“Oh, stop, stop, for heaven’s sake stop, or I shall think we’re attending a funeral.”
Another day I offered to read to him. The Reverend Mother used to say I was the best reader she had ever heard, but perhaps it was not altogether my husband’s fault if he formed a different opinion. And indeed I cannot but think that the holy saints themselves would have laughed if they had heard me reading aloud, in the voice and intonation which I had assumed for the meditations of St. Francis of Assisi, the mystic allusions to “certs,” and “bookies,” and “punters,” and “evens,” and “scratchings,” which formed the substance of the sporting journals that were my husband’s only literature.

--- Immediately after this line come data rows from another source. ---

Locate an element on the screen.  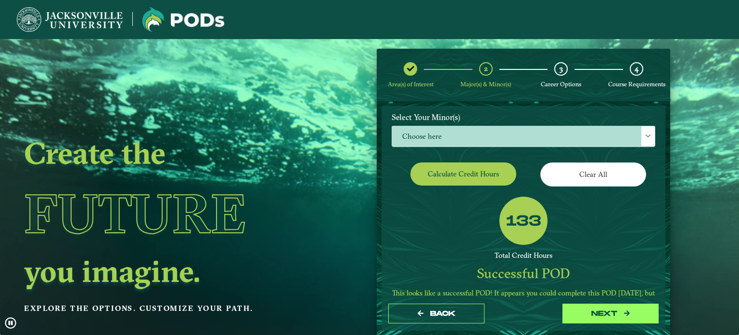
span: 4 is located at coordinates (637, 68).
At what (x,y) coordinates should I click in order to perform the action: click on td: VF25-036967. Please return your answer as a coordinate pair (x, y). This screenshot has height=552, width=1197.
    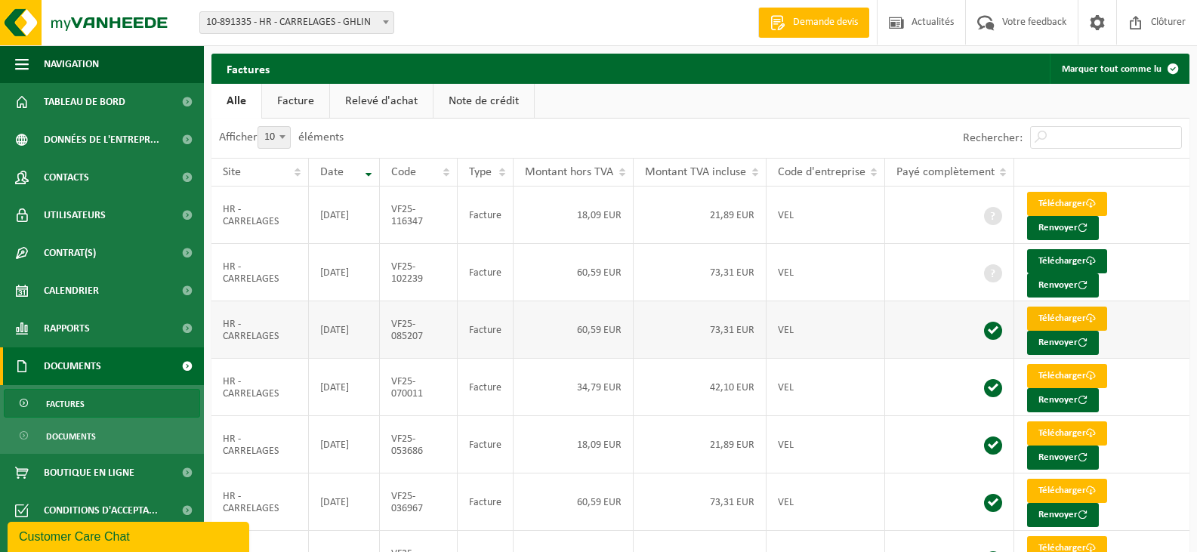
    Looking at the image, I should click on (418, 502).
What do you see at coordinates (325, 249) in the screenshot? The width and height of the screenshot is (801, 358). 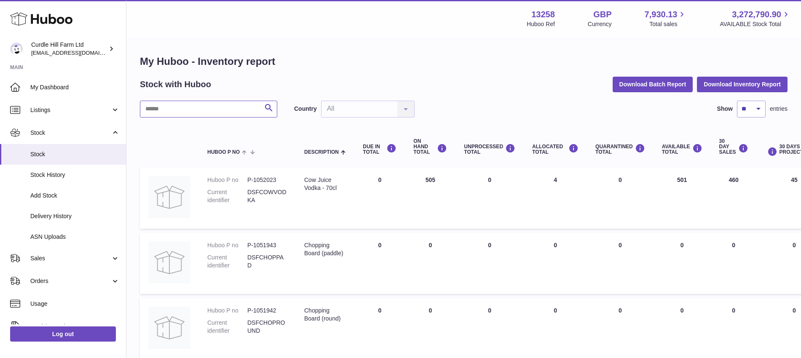 I see `div: Chopping Board (paddle)` at bounding box center [325, 249].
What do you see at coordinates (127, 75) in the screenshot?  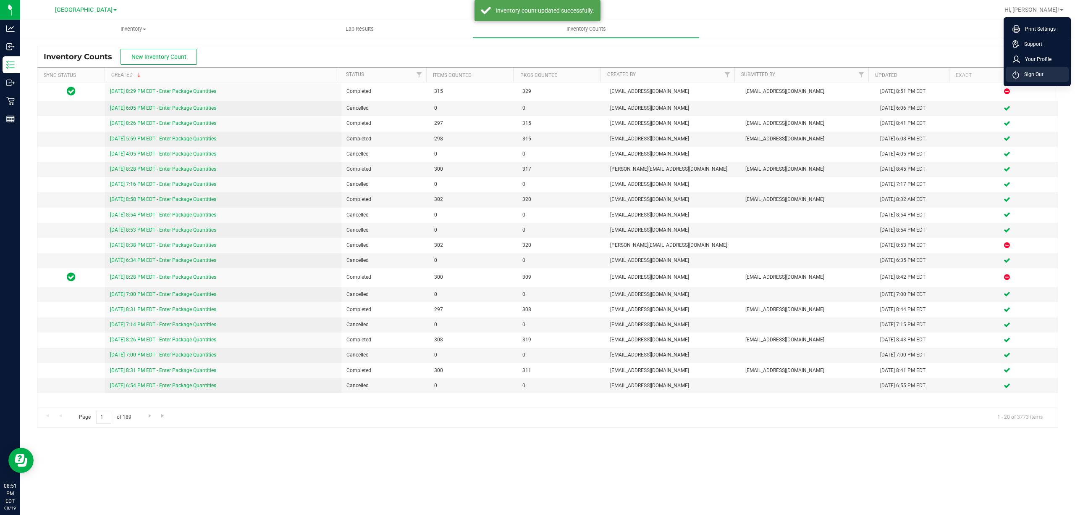 I see `a: Created` at bounding box center [127, 75].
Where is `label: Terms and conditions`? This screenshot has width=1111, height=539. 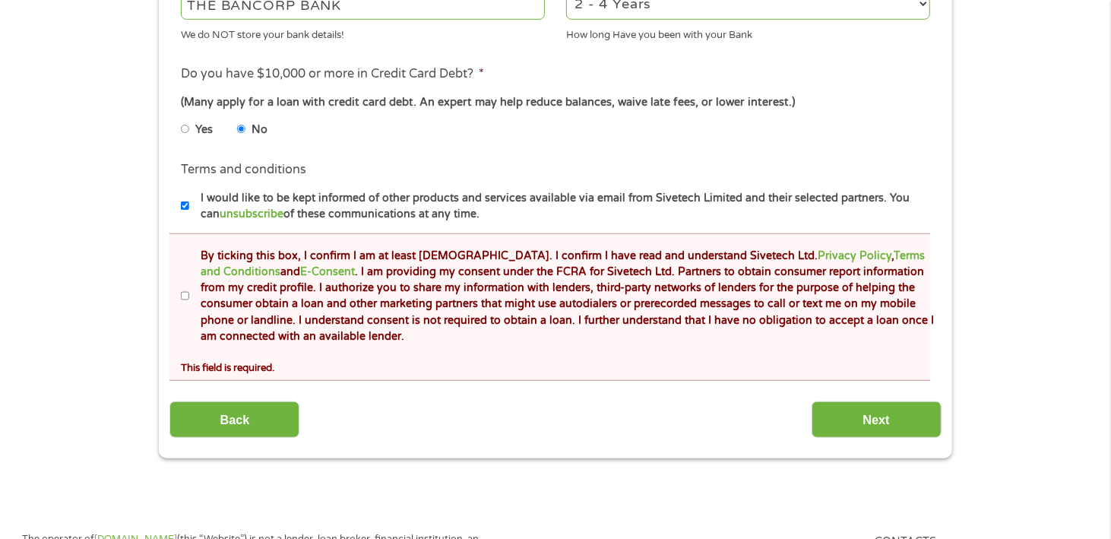 label: Terms and conditions is located at coordinates (243, 169).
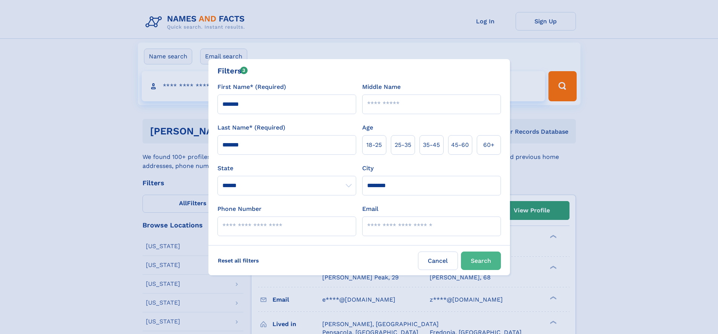  Describe the element at coordinates (233, 71) in the screenshot. I see `div: Filters` at that location.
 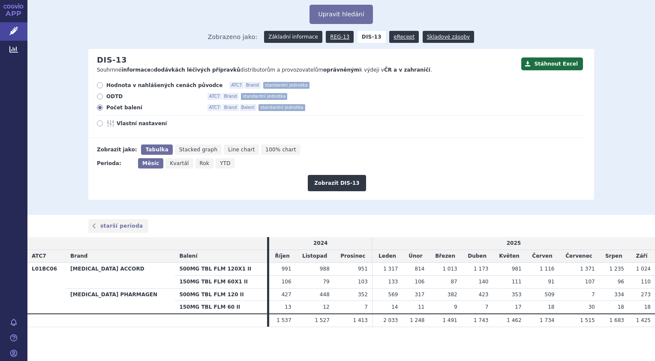 What do you see at coordinates (221, 295) in the screenshot?
I see `th: 500MG TBL FLM 120 II` at bounding box center [221, 295].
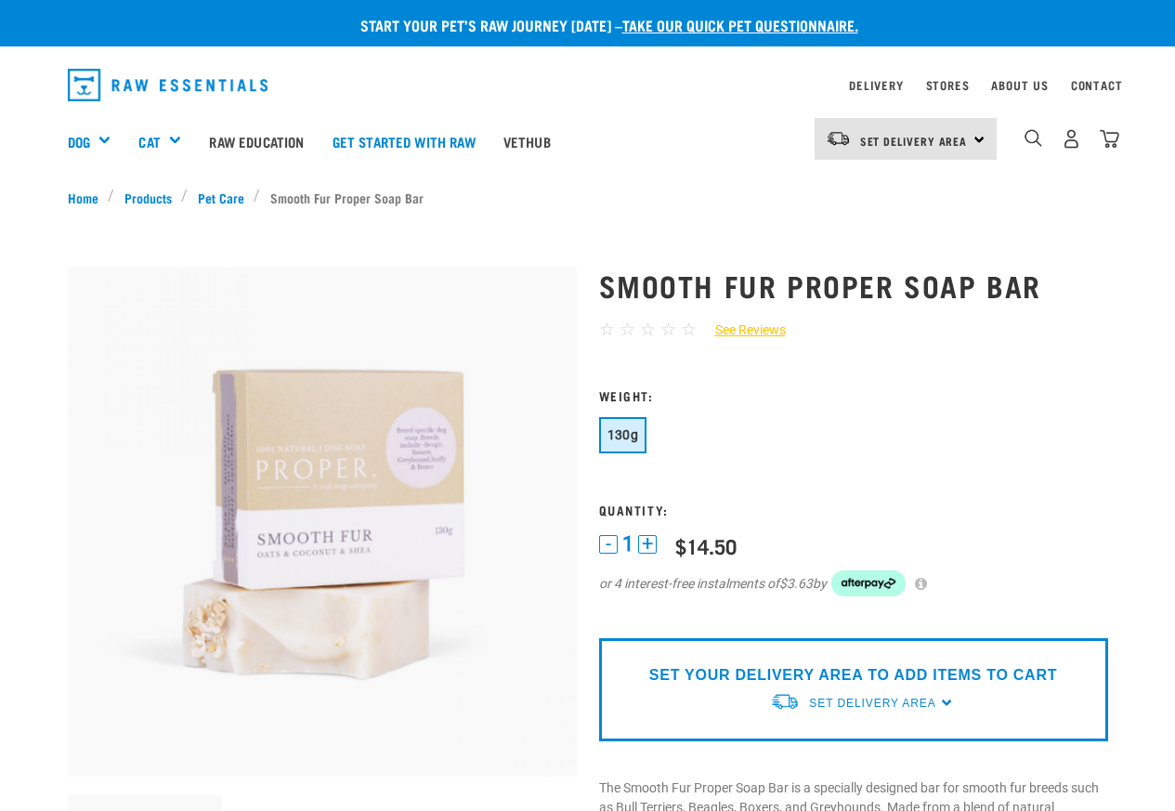 The image size is (1175, 811). I want to click on img: home-icon@2x.png, so click(1109, 138).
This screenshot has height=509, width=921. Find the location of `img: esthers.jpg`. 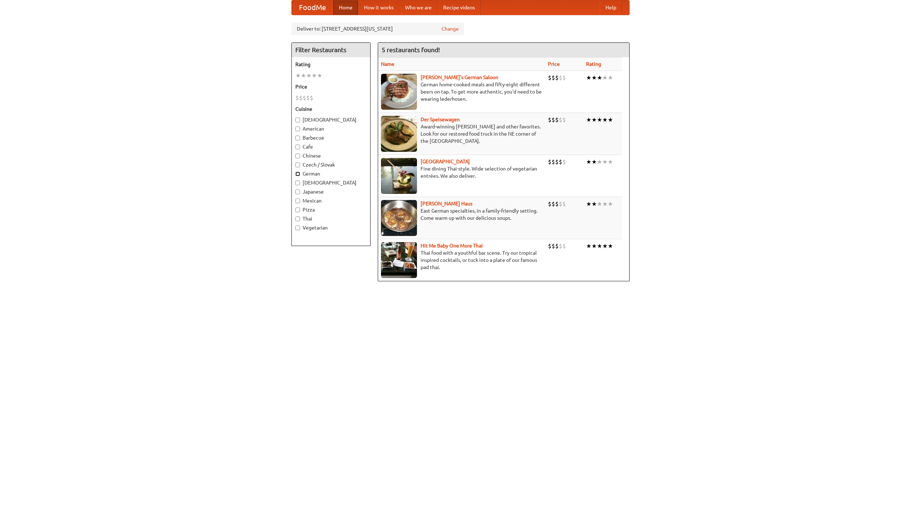

img: esthers.jpg is located at coordinates (399, 92).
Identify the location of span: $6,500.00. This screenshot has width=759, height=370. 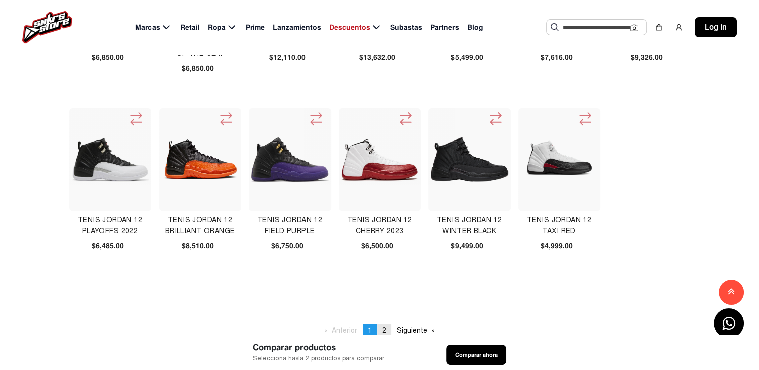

“Oh, stop it, stop it,” he cried again. “You read the ‘Winning Post’ as if it were the Book of Revelation.”
As time passed the gulf that separated me from my husband became still greater. If I could have entertained him with any kind of gossip we might have got on better. But I had no conversation that interested him, and he had little or none that I could pretend to understand. He loved the town; I loved the country; he loved the night and the blaze of electric lights; I loved the morning and the sweetness of the sun.
At the bottom of my heart I knew that his mind was common, low and narrow, and that his tastes were gross and vulgar, but I was determined to conquer the repulsion I felt for him.
It was impossible. If I could have struck one spark from the flint of his heart the relations between us might have been different. If his look could have met my look in a single glance of understanding I could have borne with his impatience and struggled on.
But nothing of this kind ever happened, and when one dreary night after grumbling at the servants, cursing his fate and abusing everybody and everything, he put on his hat and went out saying he had “better have married Lena [the other woman] after all,” for in that case he would have had “some sort of society anyway,” the revulsion I had felt on the night of my marriage came sweeping over me like a wave of the sea, and I asked myself again, “What’s the good? What’s the good?”
FORTY-SECOND CHAPTER
Nevertheless next day I found myself taking my husband’s side against myself.
If he had sacrificed anything in order to marry me it was my duty to make it up to him.
I resolved that I should make it up to him. I would study my husband’s likes and dislikes in every little thing. I would share in his pleasures and enter into his life. I would show him that a wife was something other and better than any hired woman in the world, and that when she cast in her lot with her husband it was for his own sake only and not for any fortune he could spend on her.
“Yes, yes, that’s what I’ll do,” I thought, and I became more solicitous of my husband’s happiness than if I had really and truly loved him.